T-LoHo: A Bayesian Regularization Model for Structured Sparsity and
Smoothness on Graphs
- URL: http://arxiv.org/abs/2107.02510v1
- Date: Tue, 6 Jul 2021 10:10:03 GMT
- Title: T-LoHo: A Bayesian Regularization Model for Structured Sparsity and
Smoothness on Graphs
- Authors: Changwoo J. Lee, Zhao Tang Luo, Huiyan Sang
- Abstract summary: In graph-structured data, structured sparsity and smoothness tend to cluster together.
We propose a new prior for high dimensional parameters with graphical relations.
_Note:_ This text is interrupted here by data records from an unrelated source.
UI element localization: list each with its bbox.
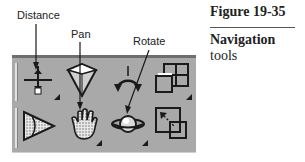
roll-tool[interactable] [108,60,148,100]
distance-tool[interactable] [20,60,60,100]
caption-bold: Navigation [210,32,275,47]
callout-rotate-label: Rotate [133,35,165,47]
views-tool[interactable] [152,60,192,100]
pan-tool[interactable] [64,104,104,144]
callout-pan-label: Pan [71,28,91,40]
toolbar-grip-bottom[interactable] [15,108,18,148]
fly-tool[interactable] [20,106,60,146]
callout-distance-label: Distance [17,9,60,21]
rotate-tool[interactable] [108,104,148,144]
zoom-box-icon [152,104,192,144]
caption-rest: tools [210,48,237,63]
planet-icon [108,104,148,144]
figure-caption: Navigation tools [210,32,305,64]
navigation-toolbar [12,55,196,153]
flyout-indicator [54,94,60,100]
circular-arrows-icon [108,60,148,100]
cone-zoom-icon [62,60,102,100]
zoom-to-box-tool[interactable] [152,104,192,144]
zoom-box-tool[interactable] [62,60,102,100]
triangle-pointer-icon [20,106,60,146]
caption-divider [210,27,295,28]
flyout-indicator [186,94,192,100]
hand-icon [64,104,104,144]
flyout-indicator [96,140,102,146]
flyout-indicator [142,140,148,146]
toolbar-grip-top[interactable] [15,63,18,101]
figure-number: Figure 19-35 [210,4,286,20]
We use it to detect structured sparsity and smoothness simultaneously.
- Score: 0.0
- License: http://arxiv.org/licenses/nonexclusive-distrib/1.0/
- Abstract: Many modern complex data can be represented as a graph. In models dealing
with graph-structured data, multivariate parameters are not just sparse but
have structured sparsity and smoothness in the sense that both zero and
non-zero parameters tend to cluster together. We propose a new prior for high
dimensional parameters with graphical relations, referred to as a Tree-based
Low-rank Horseshoe(T-LoHo) model, that generalizes the popular univariate
Bayesian horseshoe shrinkage prior to the multivariate setting to detect
structured sparsity and smoothness simultaneously. The prior can be embedded in
many hierarchical high dimensional models. To illustrate its utility, we apply
it to regularize a Bayesian high-dimensional regression problem where the
regression coefficients are linked on a graph. The resulting clusters have
flexible shapes and satisfy the cluster contiguity constraint with respect to
the graph. We design an efficient Markov chain Monte Carlo algorithm that
delivers full Bayesian inference with uncertainty measures for model parameters
including the number of clusters. We offer theoretical investigations of the
clustering effects and posterior concentration results. Finally, we illustrate
the performance of the model with simulation studies and real data applications
such as anomaly detection in road networks. The results indicate substantial
improvements over other competing methods such as sparse fused lasso.